HP has admitted that it was suckered when it wrote a cheque for  $11 billion to buy British accountancy firm Autonomy. The scandal is fast turning into the IT Industry's Enron as Autonomy appears to have little value and its key software product vapourware.

Yesterday HP CEO Meg Whitman wrote 80 per cent of the purchase price for Autonomy and accused “some former members of Autonomy’s management team” of using “accounting improprieties, misrepresentations and disclosure failures” to hide what the company was doing. Autonomy was bought by HP CEO Leo Apotheker who wanted to dump PCs and hardware and become a software company, like SAP.

According to Forbes, Autonomy was based around some dodgy accounting. Founded by Michael Lynch, a Cambridge-educated computer scientist who based the outfit some Bayesian search technology he had developed called IDOL. IDOL was a souped up search engine and not something you would base an entire mega-company around.
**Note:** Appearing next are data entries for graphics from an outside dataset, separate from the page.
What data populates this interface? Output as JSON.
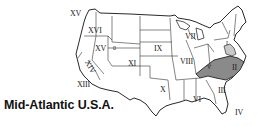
{
  "caption": "Mid-Atlantic U.S.A.",
  "highlight": {
    "region": "II",
    "color": "#8a8a8a",
    "secondary_color": "#c8c8c8"
  },
  "regions": [
    {
      "id": "XV_a",
      "label": "XV"
    },
    {
      "id": "XVI",
      "label": "XVI"
    },
    {
      "id": "XV_b",
      "label": "XV"
    },
    {
      "id": "mini",
      "label": "0"
    },
    {
      "id": "XIV",
      "label": "XIV"
    },
    {
      "id": "XIII",
      "label": "XIII"
    },
    {
      "id": "XI",
      "label": "XI"
    },
    {
      "id": "IX",
      "label": "IX"
    },
    {
      "id": "X",
      "label": "X"
    },
    {
      "id": "VII",
      "label": "VII"
    },
    {
      "id": "VIII",
      "label": "VIII"
    },
    {
      "id": "VI",
      "label": "VI"
    },
    {
      "id": "V",
      "label": "V"
    },
    {
      "id": "I",
      "label": "I"
    },
    {
      "id": "II",
      "label": "II"
    },
    {
      "id": "III",
      "label": "III"
    },
    {
      "id": "IV",
      "label": "IV"
    }
  ]
}
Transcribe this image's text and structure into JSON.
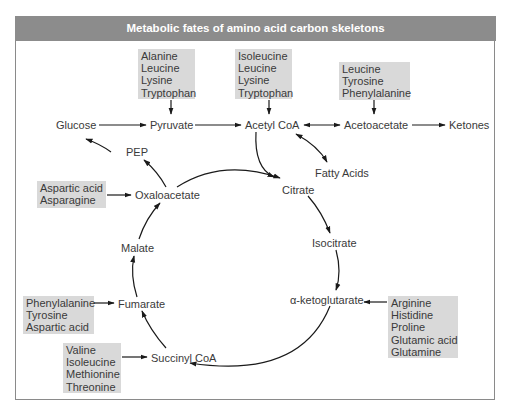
{
  "title": "Metabolic fates of amino acid carbon skeletons",
  "colors": {
    "title_bar": "#8c8c8c",
    "title_text": "#ffffff",
    "box_fill": "#d9d9d9",
    "text": "#3a3a3a",
    "arrow": "#1a1a1a",
    "frame_border": "#8a8a8a"
  },
  "nodes": {
    "glucose": "Glucose",
    "pyruvate": "Pyruvate",
    "acetyl_coa": "Acetyl CoA",
    "acetoacetate": "Acetoacetate",
    "ketones": "Ketones",
    "pep": "PEP",
    "fatty_acids": "Fatty Acids",
    "oxaloacetate": "Oxaloacetate",
    "citrate": "Citrate",
    "malate": "Malate",
    "isocitrate": "Isocitrate",
    "fumarate": "Fumarate",
    "alpha_ketoglutarate": "α-ketoglutarate",
    "succinyl_coa": "Succinyl CoA"
  },
  "amino_acid_groups": {
    "to_pyruvate": [
      "Alanine",
      "Leucine",
      "Lysine",
      "Tryptophan"
    ],
    "to_acetyl_coa": [
      "Isoleucine",
      "Leucine",
      "Lysine",
      "Tryptophan"
    ],
    "to_acetoacetate": [
      "Leucine",
      "Tyrosine",
      "Phenylalanine"
    ],
    "to_oxaloacetate": [
      "Aspartic acid",
      "Asparagine"
    ],
    "to_fumarate": [
      "Phenylalanine",
      "Tyrosine",
      "Aspartic acid"
    ],
    "to_succinyl_coa": [
      "Valine",
      "Isoleucine",
      "Methionine",
      "Threonine"
    ],
    "to_alpha_ketoglutarate": [
      "Arginine",
      "Histidine",
      "Proline",
      "Glutamic acid",
      "Glutamine"
    ]
  }
}
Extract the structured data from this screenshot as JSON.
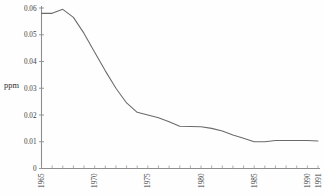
{
  "chart_data": {
    "type": "line",
    "title": "",
    "xlabel": "",
    "ylabel": "ppm",
    "x": [
      1965,
      1966,
      1967,
      1968,
      1969,
      1970,
      1971,
      1972,
      1973,
      1974,
      1975,
      1976,
      1977,
      1978,
      1979,
      1980,
      1981,
      1982,
      1983,
      1984,
      1985,
      1986,
      1987,
      1988,
      1989,
      1990,
      1991
    ],
    "values": [
      0.058,
      0.058,
      0.0595,
      0.0565,
      0.0505,
      0.0435,
      0.0365,
      0.03,
      0.0245,
      0.021,
      0.02,
      0.019,
      0.0175,
      0.0158,
      0.0157,
      0.0156,
      0.015,
      0.014,
      0.0125,
      0.0113,
      0.01,
      0.01,
      0.0105,
      0.0105,
      0.0105,
      0.0105,
      0.0103
    ],
    "series": [
      {
        "name": "ppm",
        "values": [
          0.058,
          0.058,
          0.0595,
          0.0565,
          0.0505,
          0.0435,
          0.0365,
          0.03,
          0.0245,
          0.021,
          0.02,
          0.019,
          0.0175,
          0.0158,
          0.0157,
          0.0156,
          0.015,
          0.014,
          0.0125,
          0.0113,
          0.01,
          0.01,
          0.0105,
          0.0105,
          0.0105,
          0.0105,
          0.0103
        ],
        "color": "#6a6a6a"
      }
    ],
    "ylim": [
      0,
      0.06
    ],
    "xlim": [
      1965,
      1991
    ],
    "ytick_labels": [
      "0.06",
      "0.05",
      "0.04",
      "0.03",
      "0.02",
      "0.01",
      "0"
    ],
    "ytick_values": [
      0.06,
      0.05,
      0.04,
      0.03,
      0.02,
      0.01,
      0
    ],
    "xtick_labels": [
      "1965",
      "1970",
      "1975",
      "1980",
      "1985",
      "1990",
      "1991"
    ],
    "xtick_values": [
      1965,
      1970,
      1975,
      1980,
      1985,
      1990,
      1991
    ],
    "xtick_rotation": "90",
    "grid": "off",
    "legend": "none",
    "line_color": "#6a6a6a",
    "axis_color": "#8d8d8d",
    "background": "#fefefe"
  }
}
Autonomy grew by buying storage companies like Iron Mountain and enterprise software firms like Interwoven. It would then go to customers and offer then storage but structure it as a $3 million purchase of IDOL software, paid for up front.

So while it appeared to be a software company, Autonomy was really just a low-margin, commodity storage business. The IDOL software was given to companies for free, but the costs were shifted around to make it look like they had bought $3 million in software sales. HP has handed over details of its forensic accounting to fraud officials in the US and the UK. Lynch has not said anything and is probably laying low.

Sadly this is the sort of cash that HP cannot afford to spend at the moment. Wall Street had been hoping that Autonomy’s business could help pull HP out of trouble.